Are data mindsets helping or hurting system integration?

If you’re like me and you’ve been doing software development and system integration work for a while, you remember the era before big data. Data warehouses and data marts were a thing for quite some time but unless you worked with those groups or ETL tools specifically, then data might not have played into the conversation much. Everything was about services and objects. SOAP and RPC based remoting technologies also encouraged some abstraction which, to varying extents, meant we did not call it data.

As dynamic languages, schemaless databases, big data tools like Hadoop, and REST all became more popular from 2008ish on (coincidence?), the world stopped being as focused on object/class/service design when integrating systems and more about exchanging data. It might largely be a semantic difference. I’m not sure. Sometimes I get the feeling though that we’re trying to abstract/encapsulate less than we did a decade or so ago and rather than having a reasonable focus on tell don’t ask.

The problem then, if that’s what we’re doing, is that we’re going backwards towards a pre-RPC model of system integration, where integrating with another system meant copying data to/from it or heaven forbid, reaching into its own database and making the schema a contract between systems. On the other hand, it’s also possible that improved analytics capabilities from storing all of that data some place plus some of the above technologies are also driving better vertical application and system integration requirements. I haven’t seen a huge change in my projects but I also might have a limited sample set.

My recommendation when brainstorming system integrations for passing data from A to B, is to consider events and context about what is happening to “the data.” You may find that the REST resources you build end up representing something different than what you started with.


• **What to produce**:
Could you copy the records below exactly, keeping none of the images?

(Beginning of Supplied material)

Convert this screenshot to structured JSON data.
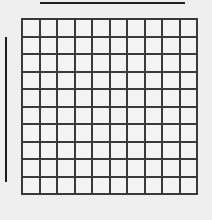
{
  "figure": {
    "background_color": "#efefef",
    "width": 212,
    "height": 220,
    "title": ""
  },
  "chart_data": {
    "type": "heatmap",
    "title": "",
    "subtitle": "",
    "xlabel": "",
    "ylabel": "",
    "grid": true,
    "legend": "none",
    "rows": 10,
    "columns": 10,
    "cell_fill_color": "#f4f4f4",
    "grid_line_color": "#3a3a3a",
    "grid_line_width": 2,
    "cell_size": 15.5,
    "x_tick_labels": [],
    "y_tick_labels": [],
    "values": [
      [
        0,
        0,
        0,
        0,
        0,
        0,
        0,
        0,
        0,
        0
      ],
      [
        0,
        0,
        0,
        0,
        0,
        0,
        0,
        0,
        0,
        0
      ],
      [
        0,
        0,
        0,
        0,
        0,
        0,
        0,
        0,
        0,
        0
      ],
      [
        0,
        0,
        0,
        0,
        0,
        0,
        0,
        0,
        0,
        0
      ],
      [
        0,
        0,
        0,
        0,
        0,
        0,
        0,
        0,
        0,
        0
      ],
      [
        0,
        0,
        0,
        0,
        0,
        0,
        0,
        0,
        0,
        0
      ],
      [
        0,
        0,
        0,
        0,
        0,
        0,
        0,
        0,
        0,
        0
      ],
      [
        0,
        0,
        0,
        0,
        0,
        0,
        0,
        0,
        0,
        0
      ],
      [
        0,
        0,
        0,
        0,
        0,
        0,
        0,
        0,
        0,
        0
      ],
      [
        0,
        0,
        0,
        0,
        0,
        0,
        0,
        0,
        0,
        0
      ]
    ]
  },
  "annotations": {
    "horizontal_bar": {
      "label": "",
      "color": "#1c1c1c",
      "x_start": 40,
      "x_end": 185,
      "y": 2,
      "thickness": 2,
      "orientation": "horizontal"
    },
    "vertical_bar": {
      "label": "",
      "color": "#1c1c1c",
      "x": 5,
      "y_start": 37,
      "y_end": 182,
      "thickness": 2,
      "orientation": "vertical"
    }
  }
}
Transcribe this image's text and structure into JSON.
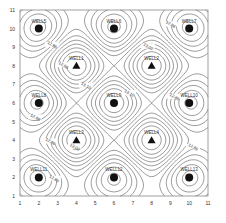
{
  "chart_data": {
    "type": "contour",
    "title": "",
    "xlabel": "",
    "ylabel": "",
    "xlim": [
      1,
      11
    ],
    "ylim": [
      1,
      11
    ],
    "x_ticks": [
      "1",
      "2",
      "3",
      "4",
      "5",
      "6",
      "7",
      "8",
      "9",
      "10",
      "11"
    ],
    "y_ticks": [
      "1",
      "2",
      "3",
      "4",
      "5",
      "6",
      "7",
      "8",
      "9",
      "10",
      "11"
    ],
    "grid": false,
    "legend": null,
    "contour_labels": [
      {
        "text": "12.86",
        "x": 2.7,
        "y": 9.1
      },
      {
        "text": "12.86",
        "x": 3.3,
        "y": 8.0
      },
      {
        "text": "13.10",
        "x": 4.5,
        "y": 6.9
      },
      {
        "text": "13.00",
        "x": 7.8,
        "y": 9.0
      },
      {
        "text": "12.86",
        "x": 9.0,
        "y": 10.2
      },
      {
        "text": "13.10",
        "x": 6.8,
        "y": 6.5
      },
      {
        "text": "12.86",
        "x": 9.2,
        "y": 6.3
      },
      {
        "text": "12.86",
        "x": 1.8,
        "y": 5.2
      },
      {
        "text": "12.86",
        "x": 2.6,
        "y": 3.9
      },
      {
        "text": "13.00",
        "x": 3.9,
        "y": 3.6
      },
      {
        "text": "12.86",
        "x": 2.8,
        "y": 1.9
      },
      {
        "text": "12.86",
        "x": 10.2,
        "y": 3.6
      }
    ],
    "wells": [
      {
        "name": "WELL5",
        "x": 2,
        "y": 10,
        "marker": "circle"
      },
      {
        "name": "WELL6",
        "x": 6,
        "y": 10,
        "marker": "circle"
      },
      {
        "name": "WELL7",
        "x": 10,
        "y": 10,
        "marker": "circle"
      },
      {
        "name": "WELL1",
        "x": 4,
        "y": 8,
        "marker": "triangle"
      },
      {
        "name": "WELL2",
        "x": 8,
        "y": 8,
        "marker": "triangle"
      },
      {
        "name": "WELL8",
        "x": 2,
        "y": 6,
        "marker": "circle"
      },
      {
        "name": "WELL9",
        "x": 6,
        "y": 6,
        "marker": "circle"
      },
      {
        "name": "WELL10",
        "x": 10,
        "y": 6,
        "marker": "circle"
      },
      {
        "name": "WELL3",
        "x": 4,
        "y": 4,
        "marker": "triangle"
      },
      {
        "name": "WELL4",
        "x": 8,
        "y": 4,
        "marker": "triangle"
      },
      {
        "name": "WELL11",
        "x": 2,
        "y": 2,
        "marker": "circle"
      },
      {
        "name": "WELL12",
        "x": 6,
        "y": 2,
        "marker": "circle"
      },
      {
        "name": "WELL13",
        "x": 10,
        "y": 2,
        "marker": "circle"
      }
    ],
    "colors": {
      "line": "#555555",
      "axis": "#888888",
      "marker": "#111111",
      "text": "#333333"
    }
  }
}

(End of Supplied material)

• **Answer section**:
Convert this screenshot to structured JSON data.
{
  "figure": {
    "background_color": "#efefef",
    "width": 212,
    "height": 220,
    "title": ""
  },
  "chart_data": {
    "type": "heatmap",
    "title": "",
    "subtitle": "",
    "xlabel": "",
    "ylabel": "",
    "grid": true,
    "legend": "none",
    "rows": 10,
    "columns": 10,
    "cell_fill_color": "#f4f4f4",
    "grid_line_color": "#3a3a3a",
    "grid_line_width": 2,
    "cell_size": 15.5,
    "x_tick_labels": [],
    "y_tick_labels": [],
    "values": [
      [
        0,
        0,
        0,
        0,
        0,
        0,
        0,
        0,
        0,
        0
      ],
      [
        0,
        0,
        0,
        0,
        0,
        0,
        0,
        0,
        0,
        0
      ],
      [
        0,
        0,
        0,
        0,
        0,
        0,
        0,
        0,
        0,
        0
      ],
      [
        0,
        0,
        0,
        0,
        0,
        0,
        0,
        0,
        0,
        0
      ],
      [
        0,
        0,
        0,
        0,
        0,
        0,
        0,
        0,
        0,
        0
      ],
      [
        0,
        0,
        0,
        0,
        0,
        0,
        0,
        0,
        0,
        0
      ],
      [
        0,
        0,
        0,
        0,
        0,
        0,
        0,
        0,
        0,
        0
      ],
      [
        0,
        0,
        0,
        0,
        0,
        0,
        0,
        0,
        0,
        0
      ],
      [
        0,
        0,
        0,
        0,
        0,
        0,
        0,
        0,
        0,
        0
      ],
      [
        0,
        0,
        0,
        0,
        0,
        0,
        0,
        0,
        0,
        0
      ]
    ]
  },
  "annotations": {
    "horizontal_bar": {
      "label": "",
      "color": "#1c1c1c",
      "x_start": 40,
      "x_end": 185,
      "y": 2,
      "thickness": 2,
      "orientation": "horizontal"
    },
    "vertical_bar": {
      "label": "",
      "color": "#1c1c1c",
      "x": 5,
      "y_start": 37,
      "y_end": 182,
      "thickness": 2,
      "orientation": "vertical"
    }
  }
}
Transcribe this image's text and structure into JSON.
{
  "chart_data": {
    "type": "contour",
    "title": "",
    "xlabel": "",
    "ylabel": "",
    "xlim": [
      1,
      11
    ],
    "ylim": [
      1,
      11
    ],
    "x_ticks": [
      "1",
      "2",
      "3",
      "4",
      "5",
      "6",
      "7",
      "8",
      "9",
      "10",
      "11"
    ],
    "y_ticks": [
      "1",
      "2",
      "3",
      "4",
      "5",
      "6",
      "7",
      "8",
      "9",
      "10",
      "11"
    ],
    "grid": false,
    "legend": null,
    "contour_labels": [
      {
        "text": "12.86",
        "x": 2.7,
        "y": 9.1
      },
      {
        "text": "12.86",
        "x": 3.3,
        "y": 8.0
      },
      {
        "text": "13.10",
        "x": 4.5,
        "y": 6.9
      },
      {
        "text": "13.00",
        "x": 7.8,
        "y": 9.0
      },
      {
        "text": "12.86",
        "x": 9.0,
        "y": 10.2
      },
      {
        "text": "13.10",
        "x": 6.8,
        "y": 6.5
      },
      {
        "text": "12.86",
        "x": 9.2,
        "y": 6.3
      },
      {
        "text": "12.86",
        "x": 1.8,
        "y": 5.2
      },
      {
        "text": "12.86",
        "x": 2.6,
        "y": 3.9
      },
      {
        "text": "13.00",
        "x": 3.9,
        "y": 3.6
      },
      {
        "text": "12.86",
        "x": 2.8,
        "y": 1.9
      },
      {
        "text": "12.86",
        "x": 10.2,
        "y": 3.6
      }
    ],
    "wells": [
      {
        "name": "WELL5",
        "x": 2,
        "y": 10,
        "marker": "circle"
      },
      {
        "name": "WELL6",
        "x": 6,
        "y": 10,
        "marker": "circle"
      },
      {
        "name": "WELL7",
        "x": 10,
        "y": 10,
        "marker": "circle"
      },
      {
        "name": "WELL1",
        "x": 4,
        "y": 8,
        "marker": "triangle"
      },
      {
        "name": "WELL2",
        "x": 8,
        "y": 8,
        "marker": "triangle"
      },
      {
        "name": "WELL8",
        "x": 2,
        "y": 6,
        "marker": "circle"
      },
      {
        "name": "WELL9",
        "x": 6,
        "y": 6,
        "marker": "circle"
      },
      {
        "name": "WELL10",
        "x": 10,
        "y": 6,
        "marker": "circle"
      },
      {
        "name": "WELL3",
        "x": 4,
        "y": 4,
        "marker": "triangle"
      },
      {
        "name": "WELL4",
        "x": 8,
        "y": 4,
        "marker": "triangle"
      },
      {
        "name": "WELL11",
        "x": 2,
        "y": 2,
        "marker": "circle"
      },
      {
        "name": "WELL12",
        "x": 6,
        "y": 2,
        "marker": "circle"
      },
      {
        "name": "WELL13",
        "x": 10,
        "y": 2,
        "marker": "circle"
      }
    ],
    "colors": {
      "line": "#555555",
      "axis": "#888888",
      "marker": "#111111",
      "text": "#333333"
    }
  }
}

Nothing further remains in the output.